Mr. Thompson, the 50-year-old chief executive of UnitedHealthcare, the largest US health insurer, was shot dead outside a Manhattan hotel in the early evening of December 4, sparking a massive manhunt for the killer.
Mr. Mangione, 26, was arrested days later in Pennsylvania and taken to New York, where he faces both federal and state charges, including first-degree murder in furtherance of terrorism.
Investigators accuse him of targeted killing, pointing to evidence of a long-standing animosity toward the U.S. health care industry. On social media, support for Mr. Mangione was often accompanied by insults and complaints about the health insurance sector.
“For some time we have been concerned about the rhetoric on social media,” Mayorkas said on Sunday. “We have seen narratives of hate. We have seen stories of anti-government sentiment. We saw personal grievances in the language of violence.”

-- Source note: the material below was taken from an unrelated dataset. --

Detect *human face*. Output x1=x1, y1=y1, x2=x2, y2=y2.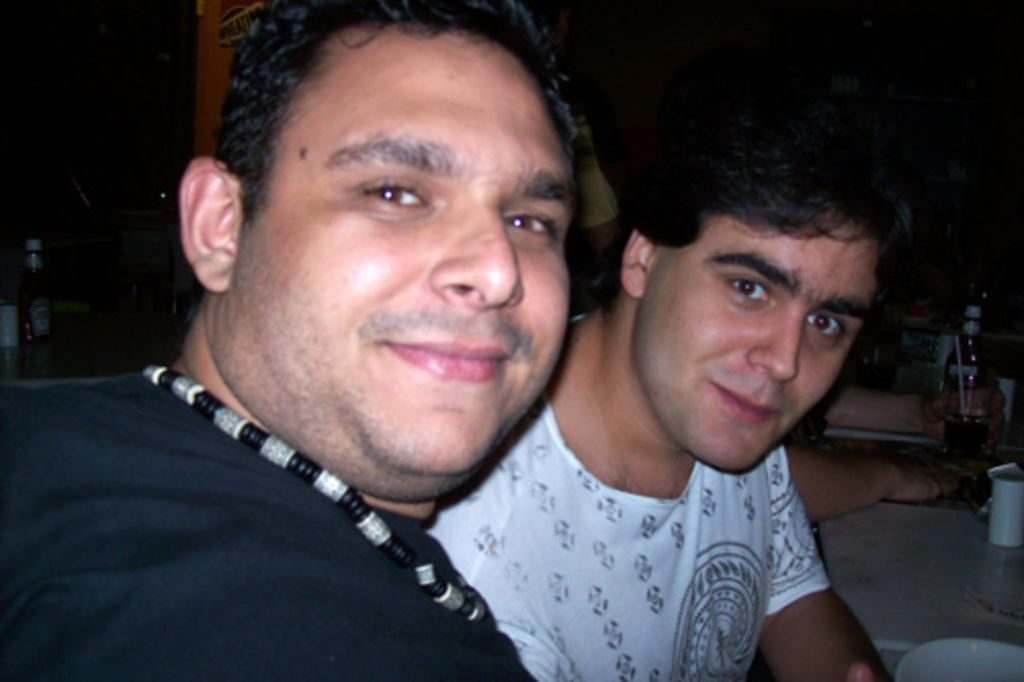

Mayorkas, whose Department of Homeland Security is partly responsible for protecting Americans from domestic terrorism, said his department sees a “wide range of narratives” that “drive some people to violence.”
“That’s something we’re very concerned about,” he said. “This is a high-risk environment.”
But the 65-year-old, whose time at the helm of the department ends next month, stressed that Mr Thompson’s killing was “the act of an individual (and) does not reflect the American public”.